John Brooks, We All Come and Go Unknown (2021), Courtesy the artist and Moremen Gallery.

The pop singer Nick Jonas makes an appearance in no less than three paintings, injecting a wry sort of humor and serving as a symbol of a younger generation’s comfort with more ambiguous notions of sexuality and masculinity. His presence is most arresting in the show’s titular work, which depicts the musician in a violet tunic against a lavender sky and green triangular trees taken from a 1921 woodcut by Karl Schmidt Rottluff. Beside him sit two straw-colored poodles, one directing a languid eye at the viewer and the other with its head arched back in a kind of barbaric yawp. Jonas stares somewhere off in the distance, his left eye and cheekbone obscured in shadow. 
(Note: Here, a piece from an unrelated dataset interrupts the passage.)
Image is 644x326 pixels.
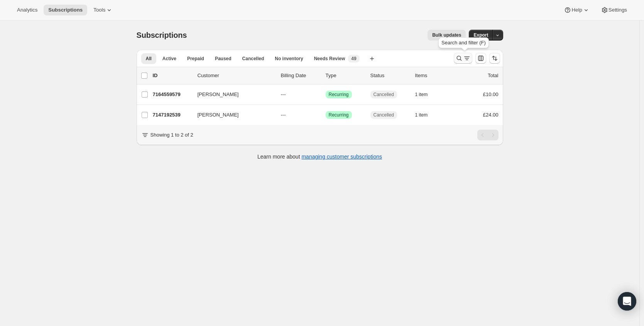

A poodle also features in Halsey Neck, perhaps the most powerful work in the show, and its least fantastic: there are no celebrities, no Old World night clubs, no art historical references. Within a spare landscape of grassy beach, the artist stands in a blue Speedo with a black poodle, alert and loyal, to his left. In the foreground, a naked man with his back to the viewer turns to regard us with the suggestion of suspicion. He is right to be guarded: this is not, after all, a painterly imagining of libertine 1930s Berlin, but real life that persists with real dangers for openly gay men. This is Brooks at his most vulnerable and honest, daring to share a beautifully personal moment from his own private museum. 


We All Come and Go Unknown is on view at the Moremen Gallery through August 21.